Um, where did I say that Greens are supposed to be Democrats? I simply pointed out the obvious: that Green political activity in 2000 colossally backfired. And yes, M’ris, I meant exactly what I said when I said nearly every one. I racked my brains trying to think of major Bush administration actions that don’t fall into this category, and I was able to come up with precisely three:

  • The destruction of the terrorist-friendly regime in Afghanistan, which a President Gore would have certainly prosecuted with identical vigor;
  • U.S. policy towards the Israeli-Palestinian conflict, which probably would not have changed substantially;
  • The tightening of arsenic standards in drinking water, which Bush delayed but did not ultimately eliminate.

And… that’s about it. From foreign policy (the war on Iraq, the Kyoto Protocol, cutting off population control funding) to domestic policy (ANWAR, gas mileage standards, the tax cut) to political appointments (John Ashcroft, Linda Chavez, Gale Norton) to rights and liberties (TIPS, secret military tribunals)… pretty much everything the administration has done or tried to do in the last two years has been a disaster from a Green perspective, and would have been qualitatively better under a Gore administration. Of course, I have no doubt that Gore’s higher mileage standards would have been too low for the Greens, his embrace of the Kyoto protocols too hesitant, and so on. But if we could somehow contact the Greens in the Alternate Universe where Al Gore won1, I think we’d be able to convince most of them that the grass is indeed greener on their side of the fence.

I know, I know, I’ve heard it a million times from a million Democrats: Al Gore would supposedly have been much better for a Green agenda than George W. Bush. However much you believe this, it looks pretty clear that not everybody was sufficiently convinced of it. Several thousands of people were not convinced, actually, after eight years of an administration in which Gore was a top member.

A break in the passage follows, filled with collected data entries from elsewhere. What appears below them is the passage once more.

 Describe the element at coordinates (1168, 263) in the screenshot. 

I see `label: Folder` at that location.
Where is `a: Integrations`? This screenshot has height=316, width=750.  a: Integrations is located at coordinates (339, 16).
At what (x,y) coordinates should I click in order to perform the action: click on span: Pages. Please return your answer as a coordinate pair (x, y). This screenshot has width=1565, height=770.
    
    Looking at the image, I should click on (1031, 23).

Supposedly??? Grrr. What am I supposed to do about what “several thousands of people” believed? What they believed was patently false then, and it is false beyond a shadow of a doubt now. (Unless someone cares to refute exhibits A and B, John Ashcroft and Gale Norton, that is. Any takers?)

So. Democrats who believe the Greens were the key to Gore’s loss are left with two alternatives: blaming and haranguing (or, in Evan’s case, gently needling) Greens for the current administration, or lobbying their own political leadership to consider Green concerns more thoroughly. As a libertarian (little l!), I can tell you how helpful haranguing people is in getting them to vote as you want them to. Try it the other way, folks. Nobody owes your guys a vote.

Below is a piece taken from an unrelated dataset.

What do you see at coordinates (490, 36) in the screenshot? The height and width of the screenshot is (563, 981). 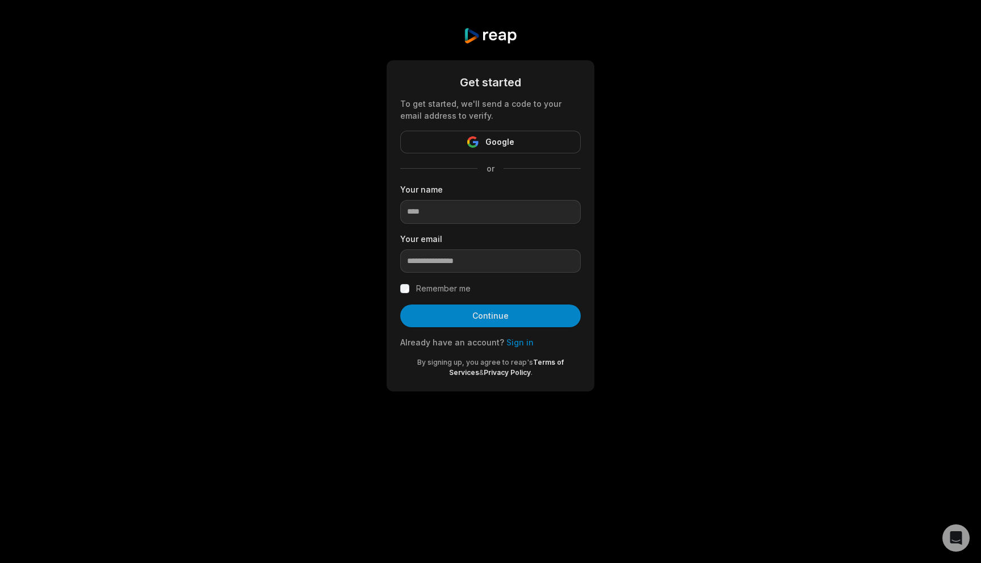 I see `img: reap` at bounding box center [490, 36].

M’ris, M’ris, you have too much faith in me. You’re being too kind. I’m not “gently needling”. I’m blaming! I’m haranguing! As for your main objection (“Nobody owes your guys a vote”): perhaps you thought I was saying that the idea of a Green party is illegitmate, or that their duty is to help Democrats at all costs, or some such nonsense. Not at all. I have no problem with Greens presenting their case in an honest way. Sure, I might think they would be counterproductive in certain close elections, but they wouldn’t make me angry. No, what makes me angry is that there’s a world of difference between saying, “Sure, Gore’s said some nice things about the environment, but he’s still wrong/an idiot/a tool of the corporations and here’s why,” and straight-up lying and claiming that Gore = Bush.

Unfortunately, in the 2000 campaign Nader chose to set Gore up as a straw man instead of bothering to grapple with the positions that Gore actually held… which is sad, because it speaks volumes about Nader’s own convictions and faith in his philosophy vis-a-vis Gore’s. Nader is the textbook case of letting the Perfect be the Enemy of the Good… except that at the same time he managed to shed his “Perfect” guise by stooping to the same despicable tactics that he’d spent so many years whinging about. A neat trick, that one. Too bad we’re all still paying for it.

1. “But wait!” I hear you cry. “This is that alternative universe!” Aw jeez, give it a rest already.